Stone Payton: [00:12:46] Yeah. All right. Where can people get in touch with you if they just want to learn more about this, how they might support you or if, you know, if they need the help and they find themselves in this situation or intimately connected to a similar situation, what’s the best way to to connect with you and learn more?
Khristie Staines: [00:13:05] So we have a website Footprints on the Heart dot org, but we are probably most active on our Facebook page. Messages come straight to me. We don’t have an outside group that that does all the admin stuff. It’s pretty much it comes straight to me. So if you message the page, I’m going to have that message pretty quick and try to reply back. There’s stories and different things on our Facebook. Our events are there.
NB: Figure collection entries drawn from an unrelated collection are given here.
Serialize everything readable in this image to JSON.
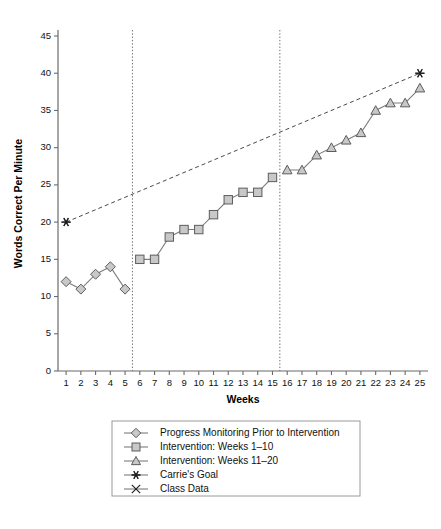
{
  "chart_data": {
    "type": "line",
    "title": "",
    "xlabel": "Weeks",
    "ylabel": "Words Correct Per Minute",
    "x": [
      1,
      2,
      3,
      4,
      5,
      6,
      7,
      8,
      9,
      10,
      11,
      12,
      13,
      14,
      15,
      16,
      17,
      18,
      19,
      20,
      21,
      22,
      23,
      24,
      25
    ],
    "xtick_labels": [
      "1",
      "2",
      "3",
      "4",
      "5",
      "6",
      "7",
      "8",
      "9",
      "10",
      "11",
      "12",
      "13",
      "14",
      "15",
      "16",
      "17",
      "18",
      "19",
      "20",
      "21",
      "22",
      "23",
      "24",
      "25"
    ],
    "xlim": [
      0.45,
      25.55
    ],
    "ylim": [
      0,
      45
    ],
    "ytick_labels": [
      "0",
      "5",
      "10",
      "15",
      "20",
      "25",
      "30",
      "35",
      "40",
      "45"
    ],
    "yticks": [
      0,
      5,
      10,
      15,
      20,
      25,
      30,
      35,
      40,
      45
    ],
    "grid": false,
    "legend_position": "below-center",
    "marker_fill": "#c8c8c8",
    "marker_stroke": "#5c5c5c",
    "line_color": "#7d7d7d",
    "series": [
      {
        "name": "Progress Monitoring Prior to Intervention",
        "marker": "diamond",
        "x": [
          1,
          2,
          3,
          4,
          5
        ],
        "values": [
          12,
          11,
          13,
          14,
          11
        ]
      },
      {
        "name": "Intervention: Weeks 1–10",
        "marker": "square",
        "x": [
          6,
          7,
          8,
          9,
          10,
          11,
          12,
          13,
          14,
          15
        ],
        "values": [
          15,
          15,
          18,
          19,
          19,
          21,
          23,
          24,
          24,
          26
        ]
      },
      {
        "name": "Intervention: Weeks 11–20",
        "marker": "triangle",
        "x": [
          16,
          17,
          18,
          19,
          20,
          21,
          22,
          23,
          24,
          25
        ],
        "values": [
          27,
          27,
          29,
          30,
          31,
          32,
          35,
          36,
          36,
          38
        ]
      },
      {
        "name": "Carrie's Goal",
        "marker": "star",
        "style": "dashed",
        "x": [
          1,
          25
        ],
        "values": [
          20,
          40
        ]
      },
      {
        "name": "Class Data",
        "marker": "x-cross",
        "x": [],
        "values": []
      }
    ],
    "phase_lines": [
      {
        "label": "phase-line-1",
        "x": 5.5
      },
      {
        "label": "phase-line-2",
        "x": 15.5
      }
    ],
    "annotations": []
  },
  "legend": {
    "items": [
      {
        "label": "Progress Monitoring Prior to Intervention",
        "marker": "diamond"
      },
      {
        "label": "Intervention: Weeks 1–10",
        "marker": "square"
      },
      {
        "label": "Intervention: Weeks 11–20",
        "marker": "triangle"
      },
      {
        "label": "Carrie's Goal",
        "marker": "star"
      },
      {
        "label": "Class Data",
        "marker": "x-cross"
      }
    ]
  }
}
We have an annual candle lighting in October every year. That’s one of our most special and sacred nights of the year because we sometimes see the families for the first time after being in that sacred ground.
Stone Payton: [00:13:41] Well, Kristy, thank you so much for what you and your team are doing. Please keep up the good work. Please keep us informed and let us know what we can be doing to support you. What you’re doing is such important work, and as I shared, it means a lot to me personally. And we really appreciate you being here and sharing your story here on the network.
Khristie Staines: [00:13:59] Thank you so much. And thank you for sharing about your precious son, because no doubt today is a part of his lasting legacy of love, just like every baby we serve.
Stone Payton: [00:14:08] All right. We will be back in a few with the Giving Back trivia nights and silent auction.